It's Who You Know

An interesting book is Social Capital; Key Ideas by John Field (ISBN-10: 0415433037), Director of the Division of Academic Innovation and Continuing Education at the University of Stirling. Social Capital is a term which has been popularised by the American political scientist Robert D. Putnam, who defined it as:

features of social organisation, such as trust, norms and networks, that can improve the efficiency of society by facilitating coordinated actions

Social Capital Explained

What does this mean and why are you telling us this I hear you say ? It came up in conversation the other night with a young writer Eleanor Ball who was discussing all the aspects of what it is to realise as a writer, including financing. Inevitably the discussion bumped against the old brigand is it ‘not what you know that counts, but who you know’…?

It so happens that I have been reading through a book which deals explicitly with these matters, it comes highly recommended. A particularly pertinent and lucid section from it is worth quoting:

Modern organisations are governed by rules. There are accepted procedures for making or appealing decisions, and responsibilities are usually defined clearly in terms of a position rather than a person. But when they want to make something happen, many people will ignore these formal procedures and responsibilities, and set off to talk to someone they know.
Important decisions almost always involve a degree of uncertainty and risk: if someone is looking for a new job or planning to appoint someone to a job, if they are looking for someone to service their car or mend the washing machine, if they are thinking of moving home or introducing a new way of organising the office, or if they want to find the best school or hospital, using the formal procedures is no guarantee of success.

To make things happen, people often prefer to bypass the formal system and talk to people they know. Calling on trusted friends, family or acquaintances is much less stressful than dealing with bureaucracies, and it usually seems to work faster and often produces a better outcome. Peoples networks really do count.

As the cliche has it, it is not what you know that counts, but who you know. More accurately, it is of course both what and who you know that comes in handy. And just knowing people isn’t enough if they don’t feel obliged to help you. If people are going to help one another, they need to feel good about it, which means that they need to feel they have something in common with each other. If they do share values, they are much more likely to cooperate to achieve mutual goals.
Formal systems – combining impersonal order and hierarchical rules – are often an attempt to control the excesses of mutual informal cooperation, which can lend to forms of indirect discrimination against others who do not belong in the charmed circle.
Some networks like the ‘old boys networks’ that are said to dominate parts of the British Civil Service and business leadership or the family based Chaebol business networks of Korea, cooperate with the aim of keeping out those who do not wear the old school tie or come from the same kinship grouping.
George Bernard Shaw, in a preface to his play The Doctor’s Dilemma, famously said that all professions are a conspiracy against the public. Social relationships can sometimes serve to exclude and deny as well as include and enable. People’s networks should be seen, then, as part of the wider set of relationships and norms that allow people to pursue their goals and also serve to bind society together.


__Task objective__:
Transcribe all records exactly.
Records for the exercise section start
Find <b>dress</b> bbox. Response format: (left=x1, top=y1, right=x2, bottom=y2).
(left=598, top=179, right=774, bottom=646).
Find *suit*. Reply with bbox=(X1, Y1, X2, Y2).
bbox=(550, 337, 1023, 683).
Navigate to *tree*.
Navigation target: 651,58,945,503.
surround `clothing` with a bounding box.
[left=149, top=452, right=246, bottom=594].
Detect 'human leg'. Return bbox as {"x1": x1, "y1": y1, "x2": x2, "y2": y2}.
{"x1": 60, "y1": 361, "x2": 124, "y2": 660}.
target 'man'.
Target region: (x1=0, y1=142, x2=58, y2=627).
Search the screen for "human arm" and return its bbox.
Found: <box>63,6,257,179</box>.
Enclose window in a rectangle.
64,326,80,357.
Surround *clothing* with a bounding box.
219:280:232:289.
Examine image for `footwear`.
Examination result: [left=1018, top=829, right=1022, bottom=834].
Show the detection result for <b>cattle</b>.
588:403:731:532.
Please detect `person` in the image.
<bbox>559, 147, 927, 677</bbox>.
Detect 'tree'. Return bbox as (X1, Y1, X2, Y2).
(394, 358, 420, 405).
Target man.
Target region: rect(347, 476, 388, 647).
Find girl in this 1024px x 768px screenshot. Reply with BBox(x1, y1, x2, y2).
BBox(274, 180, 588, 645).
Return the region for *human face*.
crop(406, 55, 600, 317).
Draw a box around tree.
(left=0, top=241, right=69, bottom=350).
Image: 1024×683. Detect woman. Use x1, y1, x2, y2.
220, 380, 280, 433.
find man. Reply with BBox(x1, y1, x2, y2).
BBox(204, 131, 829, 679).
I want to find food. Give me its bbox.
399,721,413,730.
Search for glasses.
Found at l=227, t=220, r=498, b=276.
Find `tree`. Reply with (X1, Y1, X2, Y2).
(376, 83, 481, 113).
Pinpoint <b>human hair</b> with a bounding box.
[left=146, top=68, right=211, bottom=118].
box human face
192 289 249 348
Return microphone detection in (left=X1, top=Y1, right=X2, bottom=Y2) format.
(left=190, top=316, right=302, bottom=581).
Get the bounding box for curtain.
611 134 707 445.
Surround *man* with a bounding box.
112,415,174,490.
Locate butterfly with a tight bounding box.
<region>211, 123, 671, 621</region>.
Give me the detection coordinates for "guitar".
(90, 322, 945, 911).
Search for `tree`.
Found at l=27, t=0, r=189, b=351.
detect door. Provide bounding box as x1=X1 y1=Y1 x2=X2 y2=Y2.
Records for the exercise section end
__Answer section__:
Find <b>dress</b> bbox. Response format: (left=x1, top=y1, right=x2, bottom=y2).
(left=598, top=179, right=774, bottom=646).
Find *suit*. Reply with bbox=(X1, Y1, X2, Y2).
bbox=(550, 337, 1023, 683).
Navigate to *tree*.
Navigation target: 651,58,945,503.
surround `clothing` with a bounding box.
[left=149, top=452, right=246, bottom=594].
Detect 'human leg'. Return bbox as {"x1": x1, "y1": y1, "x2": x2, "y2": y2}.
{"x1": 60, "y1": 361, "x2": 124, "y2": 660}.
target 'man'.
Target region: (x1=0, y1=142, x2=58, y2=627).
Search the screen for "human arm" and return its bbox.
Found: <box>63,6,257,179</box>.
Enclose window in a rectangle.
64,326,80,357.
Surround *clothing* with a bounding box.
219:280:232:289.
Examine image for `footwear`.
Examination result: [left=1018, top=829, right=1022, bottom=834].
Show the detection result for <b>cattle</b>.
588:403:731:532.
Please detect `person` in the image.
<bbox>559, 147, 927, 677</bbox>.
Detect 'tree'. Return bbox as (X1, Y1, X2, Y2).
(394, 358, 420, 405).
Target man.
Target region: rect(347, 476, 388, 647).
Find girl in this 1024px x 768px screenshot. Reply with BBox(x1, y1, x2, y2).
BBox(274, 180, 588, 645).
Return the region for *human face*.
crop(406, 55, 600, 317).
Draw a box around tree.
(left=0, top=241, right=69, bottom=350).
Image: 1024×683. Detect woman. Use x1, y1, x2, y2.
220, 380, 280, 433.
find man. Reply with BBox(x1, y1, x2, y2).
BBox(204, 131, 829, 679).
I want to find food. Give me its bbox.
399,721,413,730.
Search for glasses.
Found at l=227, t=220, r=498, b=276.
Find `tree`. Reply with (X1, Y1, X2, Y2).
(376, 83, 481, 113).
Pinpoint <b>human hair</b> with a bounding box.
[left=146, top=68, right=211, bottom=118].
box human face
192 289 249 348
Return microphone detection in (left=X1, top=Y1, right=X2, bottom=Y2) format.
(left=190, top=316, right=302, bottom=581).
Get the bounding box for curtain.
611 134 707 445.
Surround *man* with a bounding box.
112,415,174,490.
Locate butterfly with a tight bounding box.
<region>211, 123, 671, 621</region>.
Give me the detection coordinates for "guitar".
(90, 322, 945, 911).
Search for `tree`.
Found at l=27, t=0, r=189, b=351.
detect door. Provide bounding box as x1=X1 y1=Y1 x2=X2 y2=Y2.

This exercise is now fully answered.